Tron: Legacy
Wherein I review a movie about impossible computer physics.
This afternoon I and many of my co-workers took in a matinee of Tron: Legacy, a film about taking a property beloved by nerds born in the 1970s and applying jiggery-pokey to it so that it can be re-franchised, re-packaged, and re-sequel-ed to the world’s new Generation-Z masters.
Once upon a time, I had a weird hallucination (or maybe it was a bad dream?) about a mythical fourth Indiana Jones film. In this dream, the filmmakers tried to re-engineer a beloved film series in such a way that they could continue the franchise using the main character’s son. Legacy actually manages to set those ducks in a row, though it has a few flaws.
One of the best things about Tron: Legacy is that it brings the audience the answer to a question that is nearly always left on the table with Epic Adventures: What happened later?
What, exactly, did Flynn do in the years after he left the digital world in Tron? We know he became CEO of ENCOM, sure – the original film tells us that. But, putting yourself in Flynn’s shoes, would you ignore the massive technological breakthrough that was physical digitalization? Wouldn’t you try to re-create the events and go back – only on your own terms?
I sure as hell would. And just like Flynn, I wouldn’t tell a soul. I’d keep it all for myself.
Which is pretty much exactly what we are told happened. Flynn uses his experience on the grid to write a new game, a new story – one that becomes a merchandizing empire and cements ENCOM as a new Microsoft.
Flynn has a son. We are shown the two of them sharing a bedtime story, one that explains What Happened. We watch Flynn ride off on his Ducati to the office. . . and he never returns.
Flash forward 20 years. Sam, Flynn’s son, is the majority shareholder of ENCOM but has no intrest in running it. Alan, Flynn’s old partner (and the digital Tron’s “user”) is on the company’s board and has served as Sam’s surrogate father. Sam has become the spoiled, reckless stereotyped rich-kid-iconoclast we expect him to be. He’s a master hacker and loves motorcycles.
There is a MacGuffin event and Sam discovers his father’s old office, complete with a hidden digitizing-laser, which (obviously) accidentally fires and sends Sam into the Grid.
Now we have a Tron Movie.
In its heart, Legacy is a liberal application of HAL 9000 and Monkey’s Paw to a modern Frankenstein story. See, Flynn created a slave program, a version of himself, named CLU. CLU was programmed to create a “perfection”, and, as decades of science-fiction stories have taught us, you must be extremely exact in the commands you give to artificial intelligences.
CLU’s interpretation of “perfect” differs from Flynn’s. Shit goes down: Tron is killed (kind of) and Flynn is trapped in the Grid. CLU takes over and starts a digital holocaust. Sam, of course, is our flesh-and-blood messiah to the digital world.
Legacy’s greatest weakness lies in what I will hesitantly call an over-complication of plot. All of the elements make sense, and the scenes work well, but it’s very heavy on exposition: much is told and not shown.
Well and good; it’s a deep story. The movie strives to relate as much as possible through flashback sequences but some of the more esoteric philosophy will likely leave audiences cold. The failure lies in the film’s connective tissue: its ligaments and cartilage aren’t quite strong enough to support the bones and meat and it comes off as a tad too-long.
I’m not going to spoil it any further except to say that the ending (of course) prepares us for further sequels – ones that do not depend on the presence of The Dude.
The film’s visuals are simply stunning and its soundtrack is perfect. The cast delivers what they promise (especially Bridges, who serves two roles, one of which is a computer-generated “younger” version of himself). There was really only one character, the nightclub owner, who I hated. Most of the remaining characters resemble porn stars.
There are countless homages to other films: dialog snippets, camera angles, action sequences. There’s a batmobile and a lot of Lebowski fan service.
Go see it and have fun with it, but know that it’s not going to be Citizen Kane, and it doesn’t try to be.
Comments on Tron: Legacy
Yeah, what is it with the lame “son of” movie concepts? Not only is the character inherently less interesting (the Journey of a Guy Who Was Related to the Hero), it invalidates the original movie, since whatever evils that were vanquished that time just came back anyway.
Pun not intended, but Tron 2.0 would have been better as a “reboot” — just redo the concept for the 21st century without reference to the 80s.
Of course then there’s no Dude.
Man, my hatred of “Crystal Skull” is very, very much about how it invalidates the previous movies, and not-so-much about The Kid.
But I agree with you: they should have just done a retelling, written for the Z generation and those of us who understand computers.
I grant that the script writers very specifically wrote a “Tron” sequel. This is *not* a plot that could stand on its own, or was shoehorned into the Tron milieu. And for that, I’m happy.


WHAT YOU SHOULD DO ::
Quote exactly and only this range of lines in the data below: the line that holds "Find the location of a" to the line that holds "The width and", both included.

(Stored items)
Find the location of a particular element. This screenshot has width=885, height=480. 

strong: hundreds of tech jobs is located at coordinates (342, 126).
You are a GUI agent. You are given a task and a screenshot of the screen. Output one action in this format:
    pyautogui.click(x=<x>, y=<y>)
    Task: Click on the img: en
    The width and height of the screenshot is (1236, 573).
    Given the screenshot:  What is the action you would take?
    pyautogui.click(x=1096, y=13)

...

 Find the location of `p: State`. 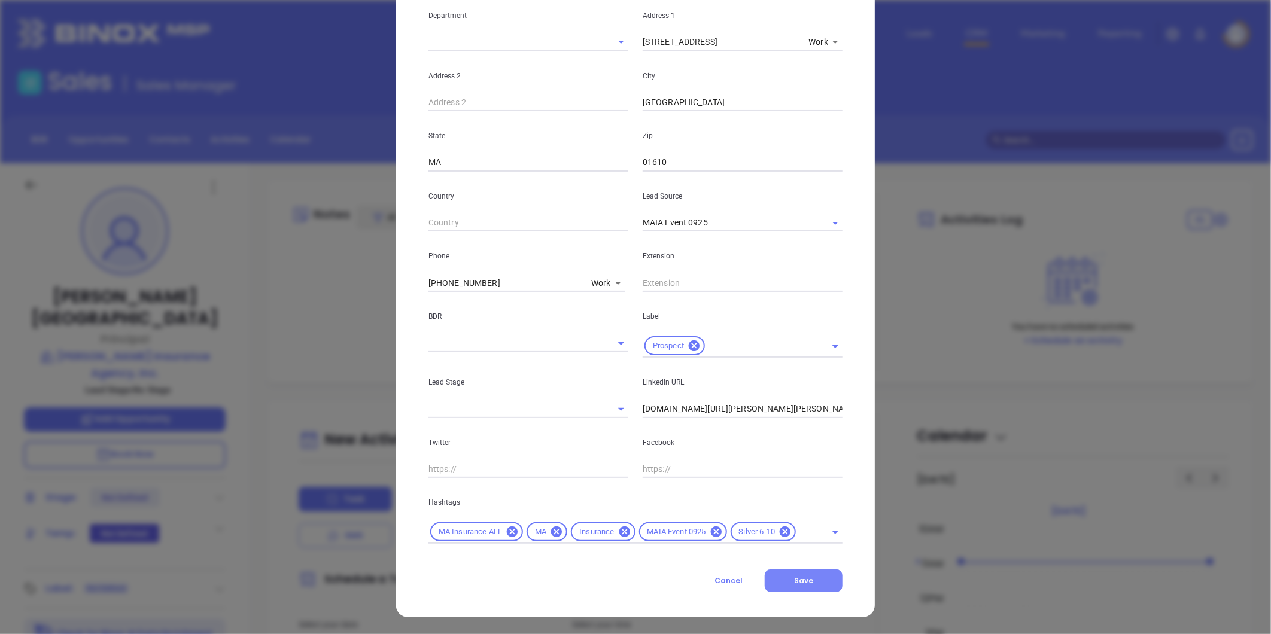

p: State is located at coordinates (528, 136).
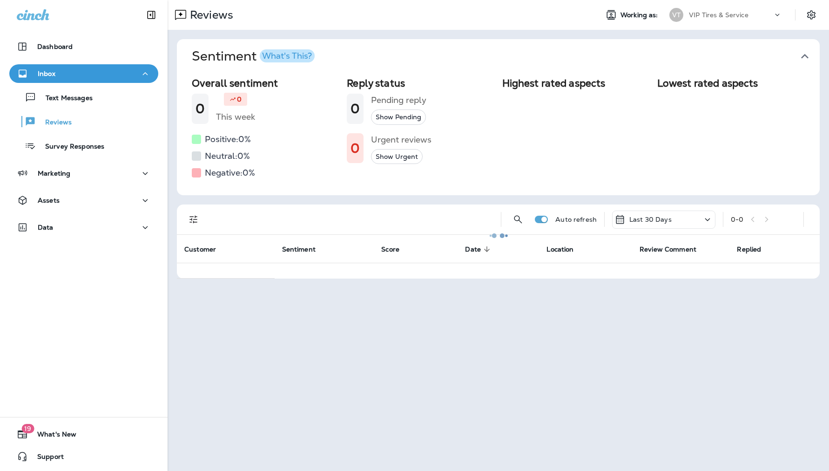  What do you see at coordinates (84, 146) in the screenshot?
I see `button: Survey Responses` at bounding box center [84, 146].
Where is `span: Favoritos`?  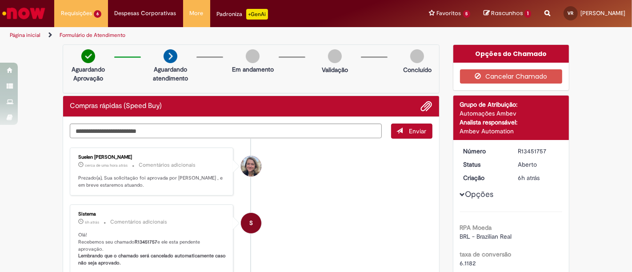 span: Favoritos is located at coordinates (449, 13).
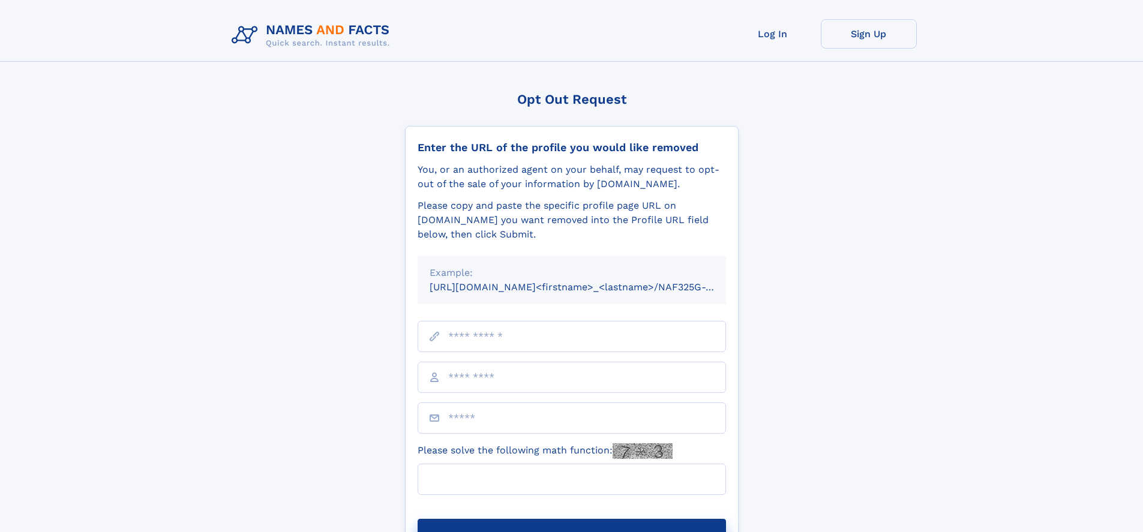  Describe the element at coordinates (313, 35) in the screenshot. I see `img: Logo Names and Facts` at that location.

RESULT OF THE EXERCISE ::
Find the location of a particular element. This screenshot has width=885, height=480. 

strong: hundreds of tech jobs is located at coordinates (342, 126).
You are a GUI agent. You are given a task and a screenshot of the screen. Output one action in this format:
    pyautogui.click(x=<x>, y=<y>)
    Task: Click on the img: en
    The width and height of the screenshot is (1236, 573).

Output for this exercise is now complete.